You can’t influence what the visual directions are doing. There are 128 of them and they appear in a fixed order. The only thing you can customize are the sample images, which come from your prompt.

When you use /tune <prompt> we recommend using prompts with no parameters.

That said, --ar, --chaos, and --tile will be carried into the copy-paste output for you. (Check out the bottom of the Style Tuner.)

Weights and image references in /tune <prompt> will also only effect the sample images, and not the --style.

When running /tune you will be able to specify that the sample images should be rendered in raw mode, which is helpful if you plan to use the resulting --style in raw mode.

Reminder: Nothing about the prompt will be baked into the resulting --style. The prompt and parameters are used only to create sample images to help you assess what the visual directions are doing. The effect is that some --styles may appear to perform best with very similar prompts.

The Style Tuner is the same tool no matter what sample images it displays. The samples are tailored to the prompt you provide to help you picture how that particular prompt would be influenced by the visual direction you’re selecting. When you share a Style Studio URL, you are sharing an instance of the Style Studio tool with your prompt’s sample images.

The potential variety of styles

You can roughly control the variety of styles produced by the Style Tuner by specifying the number of possible visual directions in play (16, 32, 64, or 128) and then choosing among them.

The number of visual directions possible is represented by the number of rows or pairs in the Style Tuner: 16, 32, 64, or 128. The more visual directions to choose from, the larger the pool of possible styles.

Which of these visual directions we’re blending together is determined by the responses to the rows or pairs in the Style Tuner.

Selections are blended together.

If you blend a high number of visual directions together (by choosing lots of them), you might not be able to perceive exactly how your choices are playing out in the resulting style.

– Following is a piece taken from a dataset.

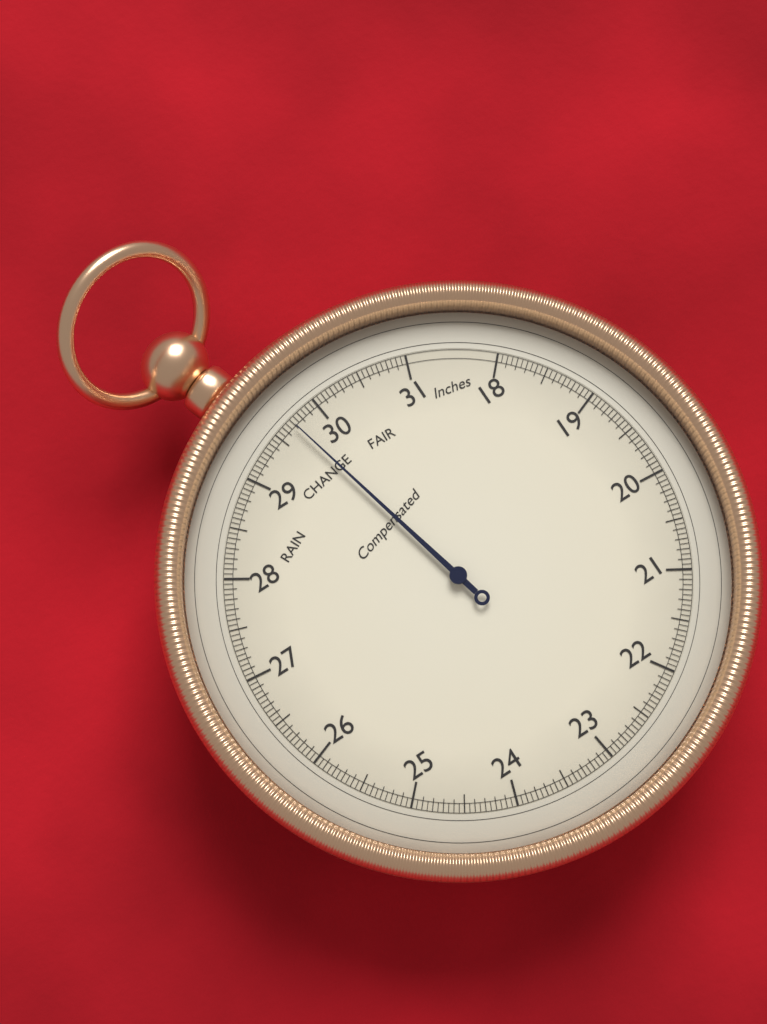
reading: 29.70 inHg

Selecting only a few visual directions is more likely to produce a style you can visually correlate to your choices.

Free to use Preconfigured Style Tuners

Don’t want to spend any GPU minutes to try the Style Tuner? Select one of these pre-configured Style Tuners to create styles for photographs, fantasy art, architecture, or landscapes.

  1. Styling Photographs: https://tuner.midjourney.com/dEUewPi,
  2. Styling Fantasy Art: https://tuner.midjourney.com/FblOgmu,
  3. Styling Architecture: https://tuner.midjourney.com/8HeI1uR,
  4. Styling Landscapes: https://tuner.midjourney.com/99xWBJP.

Here’s what a (cropped) Style Tuner looks like, by the way:

FAQ

What’s the difference between the pairs view and the grid view?

It’s just a cosmetic difference.

  • “Pair” view. Each row shows two visual directions. Pick whether you want the left or the right style to blend into the final aesthetic you’re creating, or leave the row in its neutral middle selection.
  • “Grid” view. Each image you click pulls the aesthetic you’re creating in that direction, and leaves another aesthetic direction behind. Selecting neither direction is the neutral position.

How do my selections contribute to the final --style?

This is not something we know in technical detail. You can think of the Style Tuner as a cauldron. You’re adding ingredients. Magical alchemy happens to create a --style.